The state of education in SA

CANDICE BRADFIELD

MEMBERS of the Lower Albany Historical Society were helped to understand the present state of education in South Africa from a historical perspective, at the annul Morse Jones Memorial lecture last week.

Professor Arthur Webb from the Centre for Higher Education, Teaching and Learning at Rhodes University was the guest speaker at the LAHS meeting at Settlers Park.

DOES OBE WORK?: Professor Arthur Webb addressed the Lower Albany Historical Society on education in South Africa and the advantages and disadvantages of Outcome Based Education (OBE) Picture: CANDICE BRADFIELD
Webb used the metaphor of the cart pulling the horse. He said he has found himself increasingly drawn into trying to find a solution to the education dilemma.

In his metaphor, the cart is theory and the horse represents teachers and lecturers that are supposed to be using the cart to educate.

"From a historical perspective, black education has been at a disadvantage,” he said.

In colonial times, missionaries provided education. In 1948, things started changing with apartheid and the idea of segregation. HF Verwoerd was the minister of education and of Bantu education at the time.

In Bantu education, which replaced missionary education, science and maths was deemed unnecessary. This meant the quality of education in "black schools” went down during apartheid.

"Missionary-educated black teachers were very competent,” said Webb.

Evidence of this can be seen in the Mbeki's and Mandela's of the ANC who are well educated, he said.

At the time, schools were not only separated by race but also by language.

Webb said the Soweto riots of 1976 were a critical turning point. General public perception is that this was a spontaneous uprising against Afrikaans as the main teaching language. However Webb believes the teachers were behind this. He thinks they quickly realised that the prime consideration was education of the youth, and got back to teaching.

The ANC saw teachers who wanted to do so as stooges for the regime. Some were killed and some left, he said. The matrics from the previous year would return to teach the next matrics and the quality of teaching went down.

He said South Africa getting left behind in global education trends was a result of Christian National education.

In the 1980s, New Zealand was trying Outcome Based Education (OBE) and Britain and Australia were using it with slightly more success.

"OBE is a highly sophisticated system and needs trained people to implement it,” said Webb.

He suggested a top-down approach where universities start using OBE, and then it can be filtered down to school level.

Webb said in 1994 when the South African Democratic Teachers Union came to the fore, all civil servants retained their jobs and there was a huge influx of teachers. In an effort to remove unqualified teachers, the ANC offered severance packages. Instead the result was that many good teachers left.

"There have been attempts to retrain teachers. However OBE is a far more difficult intellectual system to understand and it is more labour intensive,” he said.

Webb explained that modern education places emphasis on what gets students to learn.

"Students will always learn for the test,” said Webb to much laughter.

"The question is, ‘What do we want students to learn?'”

He suggested that in a world of so much content, students should learn the skills to access content.

"What is it about my course that I want students to have at their disposal? What do I set in assessment tasks for them to achieve outcomes?”

He believes it is important to get to a point where students are able to assess themselves as well as their peers. He has used this approach in his own courses and found them to work.

He does however believe that dropping OBE at primary and secondary level is not the worst thing.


### Problem details
In the material below, tally the lines that include the string "nファンド", then write down only the total.

### Information provided
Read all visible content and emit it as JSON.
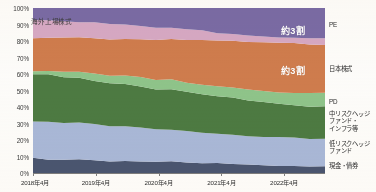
{
  "chart_data": {
    "type": "area",
    "title": "",
    "subtitle": "",
    "xlabel": "",
    "ylabel": "",
    "stacked": true,
    "normalized_percent": true,
    "grid": false,
    "legend_position": "right",
    "ylim": [
      0,
      100
    ],
    "y_ticks": [
      "0%",
      "10%",
      "20%",
      "30%",
      "40%",
      "50%",
      "60%",
      "70%",
      "80%",
      "90%",
      "100%"
    ],
    "y_tick_values": [
      0,
      10,
      20,
      30,
      40,
      50,
      60,
      70,
      80,
      90,
      100
    ],
    "x_tick_labels": [
      "2018年4月",
      "2019年4月",
      "2020年4月",
      "2021年4月",
      "2022年4月"
    ],
    "x_tick_values": [
      2018.25,
      2019.25,
      2020.25,
      2021.25,
      2022.25
    ],
    "x_range": [
      2018.25,
      2022.9
    ],
    "x": [
      2018.25,
      2018.5,
      2018.75,
      2019.0,
      2019.25,
      2019.5,
      2019.75,
      2020.0,
      2020.25,
      2020.5,
      2020.75,
      2021.0,
      2021.25,
      2021.5,
      2021.75,
      2022.0,
      2022.25,
      2022.5,
      2022.75,
      2022.9
    ],
    "series": [
      {
        "name": "現金・債券",
        "color": "#4a5570",
        "values": [
          9.0,
          8.2,
          7.8,
          8.4,
          7.6,
          7.0,
          7.4,
          6.8,
          6.2,
          6.6,
          6.0,
          5.6,
          5.4,
          5.2,
          4.8,
          4.6,
          4.4,
          4.2,
          4.0,
          4.0
        ]
      },
      {
        "name": "低リスクヘッジファンド",
        "color": "#a9b8d8",
        "values": [
          22.0,
          22.4,
          22.0,
          21.6,
          21.4,
          21.0,
          20.6,
          20.2,
          19.8,
          19.6,
          19.2,
          18.8,
          18.4,
          18.0,
          17.6,
          17.2,
          16.8,
          16.6,
          16.4,
          16.4
        ]
      },
      {
        "name": "中リスクヘッジファンド・インフラ等",
        "color": "#4d7a42",
        "values": [
          28.0,
          28.4,
          28.2,
          27.6,
          27.0,
          26.4,
          26.0,
          25.4,
          24.6,
          24.0,
          23.4,
          23.0,
          22.4,
          21.8,
          21.2,
          20.8,
          20.4,
          20.2,
          20.0,
          20.0
        ]
      },
      {
        "name": "PD",
        "color": "#8fc48a",
        "values": [
          2.5,
          2.8,
          3.2,
          3.4,
          3.8,
          4.2,
          4.6,
          5.0,
          5.4,
          5.8,
          6.0,
          6.2,
          6.4,
          6.6,
          6.8,
          7.0,
          7.2,
          7.4,
          7.4,
          7.4
        ]
      },
      {
        "name": "日本株式",
        "color": "#cf7c4d",
        "values": [
          19.5,
          19.8,
          20.4,
          21.0,
          21.6,
          22.2,
          22.8,
          23.6,
          24.4,
          25.2,
          26.0,
          26.6,
          27.2,
          27.8,
          28.4,
          29.0,
          29.4,
          29.8,
          30.0,
          30.0
        ]
      },
      {
        "name": "海外上場株式",
        "color": "#d6a8c4",
        "values": [
          11.5,
          10.8,
          10.2,
          9.6,
          9.2,
          8.8,
          8.2,
          7.8,
          7.2,
          6.6,
          6.2,
          5.8,
          5.2,
          4.8,
          4.4,
          4.2,
          4.0,
          3.8,
          3.6,
          3.6
        ]
      },
      {
        "name": "PE",
        "color": "#7a6ba5",
        "values": [
          7.5,
          7.6,
          8.2,
          8.4,
          9.4,
          10.4,
          10.4,
          11.2,
          12.4,
          12.2,
          13.2,
          14.0,
          15.0,
          15.8,
          16.8,
          17.2,
          17.8,
          18.0,
          18.6,
          18.6
        ]
      }
    ],
    "legend_entries": [
      {
        "label": "PE",
        "color": "#7a6ba5"
      },
      {
        "label": "日本株式",
        "color": "#cf7c4d"
      },
      {
        "label": "PD",
        "color": "#8fc48a"
      },
      {
        "label": "中リスクヘッジ\nファンド・\nインフラ等",
        "color": "#4d7a42"
      },
      {
        "label": "低リスクヘッジ\nファンド",
        "color": "#a9b8d8"
      },
      {
        "label": "現金・債券",
        "color": "#4a5570"
      }
    ],
    "annotations": [
      {
        "text": "海外上場株式",
        "series": "海外上場株式",
        "color": "#3b3b3b"
      },
      {
        "text": "約3割",
        "series": "PE",
        "color": "#ffffff"
      },
      {
        "text": "約3割",
        "series": "日本株式",
        "color": "#ffffff"
      }
    ]
  }
}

### Solution to this problem
2